Politicizing March Madness

Politicizing March Madness

Nicolaus Mills: Politicizing March Madness

If you are a basketball fan, this is the best time of the year. The top college basketball teams in the country are in the midst of their annual nationwide National Collegiate Athletic Association (NCAA) tournament. Thanks to television, the games–which are initially scheduled at four venues across the country–can be watched day and night.

The appeal of the NCAA Tournament lies in the charm that made the 1986 film Hoosiers such a pleasure to watch. In professional basketball teamwork has become an anachronism. Most of the time, the pros are content to trade long-distance jump shots. They are such skilled shooters that old-fashioned teamwork has gone out the window.

But today?s college players, like the high schoolers Gene Hackman coached in Hoosiers, still need to pass, run fast breaks, and set screens in order to be effective scorers. For them, teamwork–and the combination of sacrifice and coordination that it involves–is critical.

This year, however, the old-fashioned appeal of the NCAA Tournament has been challenged by Secretary of Education Arne Duncan, who recently raised concerns over the low graduation rates at many of the nation?s top basketball schools: only 31 percent of Kentucky’s team graduates, 37 percent of Clemson’s, 38 percent of Louisville’s, and 36 percent of Missouri’s.

To make matters worse, there is a significant disparity between white and black graduation rates. At Clemson only 31 percent of black players graduated while 100 percent of white players did, at Kentucky 18 percent of black players graduated and 100 percent of white players, and at Missouri 25 percent of black players graduated and 100 percent of white players.

Duncan?s answer to the graduation problem is that teams should be barred from post-season play if they cannot graduate at least 40 percent of their players. As Duncan observed in a pre-NCAA Tournament press conference, ?That?s a low bar. If you can?t graduate two out of five of your student-athletes, how serious are you about the academic part of your mission??

Duncan is right, of course. But he is not likely to get much help from the schools that do best in the NCAA Tournament. They are sharing in the $500 million CBS provides annually for broadcast rights to the tournament, and at a time when college endowments are sinking, the nation?s leading basketball schools are not likely to turn down easy money.

In the meantime, the big losers are the non-graduating athletes. Most are not good enough to play in the NBA, and without a college degree, their job prospects are grim. Even coaching at the high school level is not an option without a college degree.

In 1905, President Theodore Roosevelt used the prestige of his office to make college football safer by forcing the top schools in the country to abandon the dangerous ?flying wedge,? which had caused numerous deaths. The Obama administration, which has its hands full these days trying to bring minimal regulation to the banking system, does not have the prestige to pull off a TR approach to college basketball. But in politicizing the NCAA Tournament, Arne Duncan has taken a step in the right direction. The government provides colleges with all sorts of funding, and there is every reason to see the graduation rates of the nation?s best college basketball players as a civil rights issue in which the Department of Education is entitled to have a say.

Photo: Louisville mascott (K. Coles / Wikimedia Commons / Creative Commons).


» **Goal of the exercise**: All lines holding the word "product" should be located in the records and copied.
┌──
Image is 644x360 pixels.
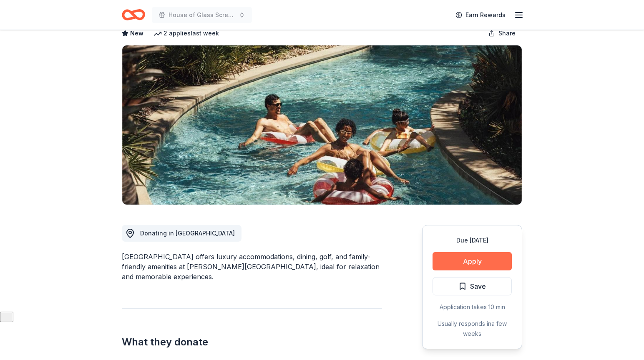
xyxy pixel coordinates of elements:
[122,5,145,24] a: Home
[432,319,511,339] div: Usually responds in a few weeks
[122,336,382,349] h2: What they donate
[168,10,235,20] span: House of Glass Screening
[152,6,252,24] button: House of Glass Screening
[450,8,511,23] a: Earn Rewards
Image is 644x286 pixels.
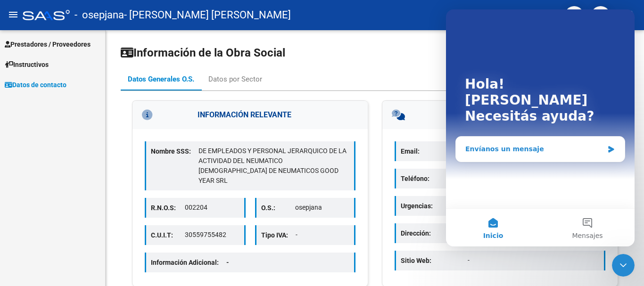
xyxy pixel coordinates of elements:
p: Teléfono: [401,173,468,183]
iframe: Intercom live chat [446,10,634,246]
span: - [226,258,229,266]
p: osepjana [295,203,349,212]
span: - osepjana [74,5,124,25]
span: - [PERSON_NAME] [PERSON_NAME] [124,5,291,25]
mat-icon: menu [8,9,19,20]
p: Información Adicional: [151,257,236,267]
p: C.U.I.T: [151,230,185,240]
h3: CONTACTOS GENERALES [382,101,618,129]
p: Tipo IVA: [261,230,296,240]
p: Sitio Web: [401,255,468,266]
iframe: Intercom live chat [612,254,634,276]
span: Datos de contacto [5,80,67,90]
p: Urgencias: [401,201,468,211]
p: O.S.: [261,203,295,213]
p: R.N.O.S: [151,203,185,213]
div: Datos por Sector [208,74,262,85]
p: Dirección: [401,228,468,238]
p: 002204 [185,203,239,212]
p: Nombre SSS: [151,146,199,156]
h1: Información de la Obra Social [121,45,629,61]
p: - [468,255,599,265]
p: - [296,230,350,240]
p: 30559755482 [185,230,239,240]
h3: INFORMACIÓN RELEVANTE [133,101,368,129]
span: Instructivos [5,59,49,70]
span: Prestadores / Proveedores [5,39,91,49]
div: Datos Generales O.S. [128,74,194,85]
p: Email: [401,146,468,156]
p: DE EMPLEADOS Y PERSONAL JERARQUICO DE LA ACTIVIDAD DEL NEUMATICO [DEMOGRAPHIC_DATA] DE NEUMATICOS... [199,146,349,185]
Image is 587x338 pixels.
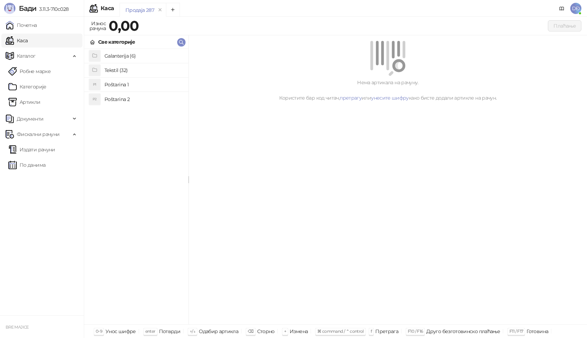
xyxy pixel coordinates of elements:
a: Документација [556,3,567,14]
div: Све категорије [98,38,135,46]
div: grid [84,49,188,324]
span: f [370,328,371,333]
div: Потврди [159,326,181,336]
a: Почетна [6,18,37,32]
div: Унос шифре [105,326,136,336]
span: 0-9 [96,328,102,333]
span: Документи [17,112,43,126]
h4: Tekstil (32) [104,65,183,76]
span: enter [145,328,155,333]
a: претрагу [339,95,361,101]
div: Продаја 287 [125,6,154,14]
span: F10 / F16 [407,328,422,333]
div: Одабир артикла [199,326,238,336]
span: F11 / F17 [509,328,523,333]
div: Измена [289,326,308,336]
div: Износ рачуна [88,19,107,33]
button: Плаћање [547,20,581,31]
a: Каса [6,34,28,47]
a: унесите шифру [371,95,408,101]
span: + [284,328,286,333]
h4: Galanterija (6) [104,50,183,61]
a: Робне марке [8,64,51,78]
a: Категорије [8,80,46,94]
div: Каса [101,6,114,11]
div: Друго безготовинско плаћање [426,326,500,336]
span: 3.11.3-710c028 [36,6,68,12]
div: Нема артикала на рачуну. Користите бар код читач, или како бисте додали артикле на рачун. [197,79,578,102]
div: Готовина [526,326,548,336]
button: Add tab [166,3,180,17]
span: Фискални рачуни [17,127,59,141]
h4: Poštarina 1 [104,79,183,90]
small: BRE MAJICE [6,324,29,329]
a: ArtikliАртикли [8,95,41,109]
a: По данима [8,158,45,172]
div: P1 [89,79,100,90]
span: ⌘ command / ⌃ control [317,328,363,333]
strong: 0,00 [109,17,139,34]
span: DĐ [570,3,581,14]
button: remove [155,7,164,13]
span: ⌫ [248,328,253,333]
a: Издати рачуни [8,142,55,156]
img: Logo [4,3,15,14]
span: ↑/↓ [190,328,195,333]
div: Претрага [375,326,398,336]
div: Сторно [257,326,274,336]
h4: Poštarina 2 [104,94,183,105]
div: P2 [89,94,100,105]
span: Бади [19,4,36,13]
span: Каталог [17,49,36,63]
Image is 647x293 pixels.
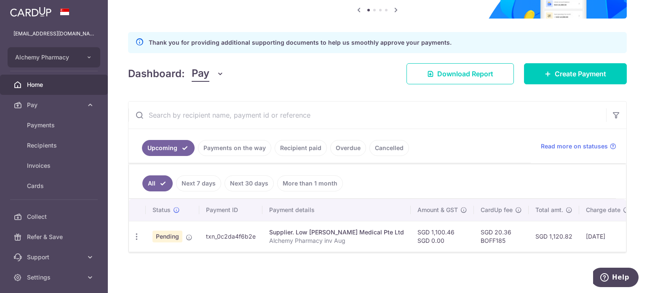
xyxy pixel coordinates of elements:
[438,69,494,79] span: Download Report
[536,206,564,214] span: Total amt.
[142,140,195,156] a: Upcoming
[407,63,514,84] a: Download Report
[8,47,100,67] button: Alchemy Pharmacy
[199,199,263,221] th: Payment ID
[370,140,409,156] a: Cancelled
[192,66,224,82] button: Pay
[580,221,637,252] td: [DATE]
[27,182,83,190] span: Cards
[269,228,404,236] div: Supplier. Low [PERSON_NAME] Medical Pte Ltd
[198,140,271,156] a: Payments on the way
[275,140,327,156] a: Recipient paid
[586,206,621,214] span: Charge date
[27,101,83,109] span: Pay
[418,206,458,214] span: Amount & GST
[15,53,78,62] span: Alchemy Pharmacy
[411,221,474,252] td: SGD 1,100.46 SGD 0.00
[524,63,627,84] a: Create Payment
[481,206,513,214] span: CardUp fee
[153,231,183,242] span: Pending
[27,233,83,241] span: Refer & Save
[153,206,171,214] span: Status
[277,175,343,191] a: More than 1 month
[27,121,83,129] span: Payments
[263,199,411,221] th: Payment details
[199,221,263,252] td: txn_0c2da4f6b2e
[129,102,607,129] input: Search by recipient name, payment id or reference
[593,268,639,289] iframe: Opens a widget where you can find more information
[192,66,209,82] span: Pay
[529,221,580,252] td: SGD 1,120.82
[27,273,83,282] span: Settings
[541,142,608,150] span: Read more on statuses
[27,161,83,170] span: Invoices
[27,141,83,150] span: Recipients
[269,236,404,245] p: Alchemy Pharmacy inv Aug
[13,30,94,38] p: [EMAIL_ADDRESS][DOMAIN_NAME]
[142,175,173,191] a: All
[176,175,221,191] a: Next 7 days
[225,175,274,191] a: Next 30 days
[149,38,452,48] p: Thank you for providing additional supporting documents to help us smoothly approve your payments.
[128,66,185,81] h4: Dashboard:
[330,140,366,156] a: Overdue
[474,221,529,252] td: SGD 20.36 BOFF185
[27,253,83,261] span: Support
[541,142,617,150] a: Read more on statuses
[27,212,83,221] span: Collect
[555,69,607,79] span: Create Payment
[27,81,83,89] span: Home
[10,7,51,17] img: CardUp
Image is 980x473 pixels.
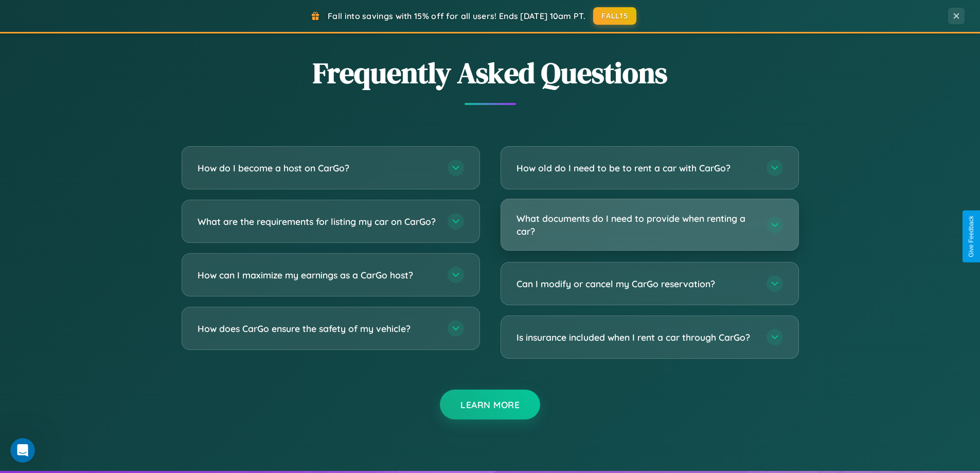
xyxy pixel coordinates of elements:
h3: How can I maximize my earnings as a CarGo host? [198,269,437,282]
h3: Is insurance included when I rent a car through CarGo? [517,331,757,344]
h3: How old do I need to be to rent a car with CarGo? [517,162,757,175]
h3: How do I become a host on CarGo? [198,162,437,175]
button: FALL15 [593,7,637,25]
button: Learn More [440,390,540,420]
h3: What are the requirements for listing my car on CarGo? [198,216,437,228]
h3: Can I modify or cancel my CarGo reservation? [517,278,757,290]
iframe: Intercom live chat [10,438,35,463]
h2: Frequently Asked Questions [182,53,799,93]
span: Fall into savings with 15% off for all users! Ends [DATE] 10am PT. [328,10,585,21]
h3: What documents do I need to provide when renting a car? [517,212,757,237]
div: Give Feedback [968,216,975,257]
h3: How does CarGo ensure the safety of my vehicle? [198,323,437,335]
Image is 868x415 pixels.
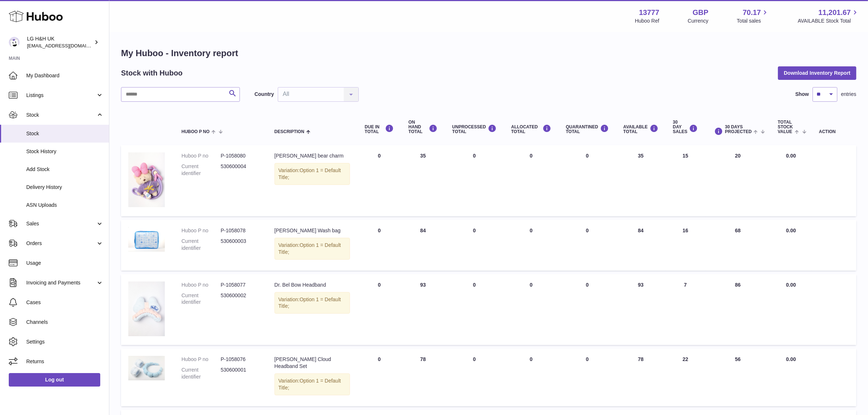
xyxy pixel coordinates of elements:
div: QUARANTINED Total [566,124,609,134]
span: Total sales [737,17,769,24]
h1: My Huboo - Inventory report [121,47,856,59]
span: 0 [586,152,589,159]
img: product image [128,152,165,207]
td: 84 [401,220,445,270]
h2: Stock with Huboo [121,68,183,78]
span: Channels [26,318,104,325]
span: Orders [26,240,96,247]
td: 20 [705,145,771,216]
span: entries [841,91,856,98]
a: 70.17 Total sales [737,8,769,24]
td: 0 [504,348,559,406]
div: ALLOCATED Total [511,124,552,134]
td: 7 [666,274,705,345]
div: LG H&H UK [27,35,93,49]
div: [PERSON_NAME] Cloud Headband Set [275,355,350,370]
dd: 530600004 [220,163,259,177]
td: 0 [357,274,401,345]
label: Show [796,91,809,98]
span: Option 1 = Default Title; [279,378,341,391]
td: 78 [616,348,666,406]
div: Currency [688,17,708,24]
dd: P-1058076 [220,355,259,362]
div: Action [819,129,849,134]
dt: Current identifier [181,238,220,252]
td: 15 [666,145,705,216]
td: 0 [357,220,401,270]
span: Total stock value [778,120,793,134]
span: Stock History [26,148,104,155]
td: 0 [445,348,504,406]
td: 0 [445,145,504,216]
span: 0 [586,356,589,362]
img: product image [128,281,165,336]
div: Variation: [275,292,350,314]
td: 35 [616,145,666,216]
span: Stock [26,130,104,137]
div: Variation: [275,238,350,259]
span: ASN Uploads [26,202,104,209]
a: Log out [9,373,101,386]
td: 0 [504,274,559,345]
td: 0 [445,220,504,270]
div: UNPROCESSED Total [452,124,496,134]
span: Settings [26,338,104,345]
span: 0.00 [786,227,796,233]
dd: P-1058077 [220,281,259,288]
img: product image [128,355,165,380]
td: 35 [401,145,445,216]
span: Add Stock [26,166,104,173]
div: Variation: [275,163,350,185]
span: AVAILABLE Stock Total [798,17,859,24]
dt: Huboo P no [181,152,220,159]
td: 56 [705,348,771,406]
strong: GBP [692,8,708,17]
dd: 530600002 [220,292,259,305]
span: 0.00 [786,282,796,288]
span: Returns [26,358,104,365]
span: Delivery History [26,184,104,191]
span: 70.17 [742,8,761,17]
span: Description [275,129,304,134]
td: 0 [504,145,559,216]
td: 84 [616,220,666,270]
dd: P-1058080 [220,152,259,159]
strong: 13777 [639,8,660,17]
dd: P-1058078 [220,227,259,234]
div: ON HAND Total [408,120,438,134]
div: Variation: [275,373,350,395]
label: Country [254,91,274,98]
span: Listings [26,92,96,99]
td: 0 [357,145,401,216]
span: 0.00 [786,356,796,362]
dt: Huboo P no [181,281,220,288]
td: 0 [504,220,559,270]
div: AVAILABLE Total [623,124,659,134]
dt: Current identifier [181,163,220,177]
span: Huboo P no [181,129,209,134]
div: DUE IN TOTAL [364,124,394,134]
div: 30 DAY SALES [673,120,698,134]
span: 0 [586,227,589,233]
img: product image [128,227,165,252]
dt: Huboo P no [181,355,220,362]
span: 11,201.67 [819,8,851,17]
td: 0 [445,274,504,345]
div: Dr. Bel Bow Headband [275,281,350,288]
td: 86 [705,274,771,345]
span: 0 [586,282,589,288]
div: [PERSON_NAME] bear charm [275,152,350,159]
td: 93 [616,274,666,345]
td: 16 [666,220,705,270]
dt: Huboo P no [181,227,220,234]
span: Option 1 = Default Title; [279,242,341,255]
td: 78 [401,348,445,406]
dt: Current identifier [181,292,220,305]
span: Option 1 = Default Title; [279,167,341,180]
td: 22 [666,348,705,406]
td: 0 [357,348,401,406]
span: Cases [26,299,104,305]
img: veechen@lghnh.co.uk [9,37,20,48]
dd: 530600003 [220,238,259,252]
div: [PERSON_NAME] Wash bag [275,227,350,234]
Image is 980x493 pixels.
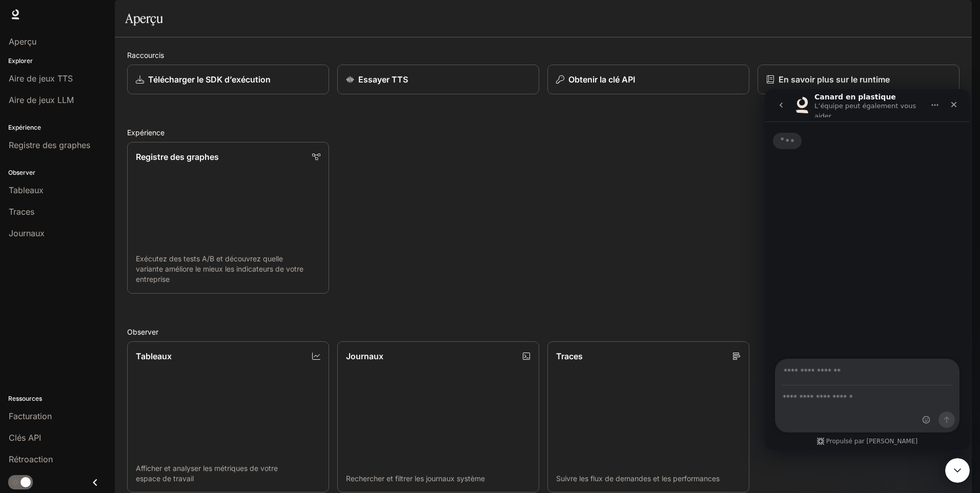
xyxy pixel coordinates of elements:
[779,73,890,86] p: En savoir plus sur le runtime
[127,127,959,138] h2: Expérience
[547,64,749,94] button: Obtenir la clé API
[127,50,959,61] h2: Raccourcis
[568,73,635,86] p: Obtenir la clé API
[765,89,970,450] iframe: Intercom live chat
[127,64,329,94] a: Télécharger le SDK d’exécution
[125,9,162,28] h1: Aperçu
[127,142,329,294] a: Registre des graphesExécutez des tests A/B et découvrez quelle variante améliore le mieux les ind...
[757,64,959,94] a: En savoir plus sur le runtime
[346,350,383,363] p: Journaux
[337,341,539,493] a: JournauxRechercher et filtrer les journaux système
[337,64,539,94] a: Essayer TTS
[945,458,970,483] iframe: Intercom live chat
[556,473,741,484] p: Suivre les flux de demandes et les performances
[135,350,171,363] p: Tableaux
[556,350,583,363] p: Traces
[135,151,219,163] p: Registre des graphes
[148,73,271,86] p: Télécharger le SDK d’exécution
[127,341,329,493] a: TableauxAfficher et analyser les métriques de votre espace de travail
[135,254,321,285] p: Exécutez des tests A/B et découvrez quelle variante améliore le mieux les indicateurs de votre en...
[358,73,408,86] p: Essayer TTS
[547,341,749,493] a: TracesSuivre les flux de demandes et les performances
[346,473,531,484] p: Rechercher et filtrer les journaux système
[127,327,959,337] h2: Observer
[135,463,321,484] p: Afficher et analyser les métriques de votre espace de travail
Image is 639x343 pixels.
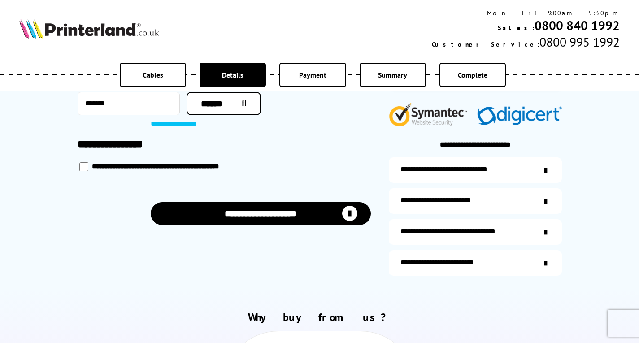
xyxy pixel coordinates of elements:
[389,188,562,214] a: items-arrive
[458,70,487,79] span: Complete
[534,17,619,34] a: 0800 840 1992
[143,70,163,79] span: Cables
[389,250,562,276] a: secure-website
[378,70,407,79] span: Summary
[432,9,619,17] div: Mon - Fri 9:00am - 5:30pm
[498,24,534,32] span: Sales:
[299,70,326,79] span: Payment
[19,19,159,39] img: Printerland Logo
[432,40,539,48] span: Customer Service:
[222,70,243,79] span: Details
[539,34,619,50] span: 0800 995 1992
[389,219,562,245] a: additional-cables
[389,157,562,183] a: additional-ink
[19,310,620,324] h2: Why buy from us?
└──
» **Answer section**:
img: product image [128,152,165,207]
img: product image [128,281,165,336]
img: product image [128,355,165,380]
img: product image [128,227,165,252]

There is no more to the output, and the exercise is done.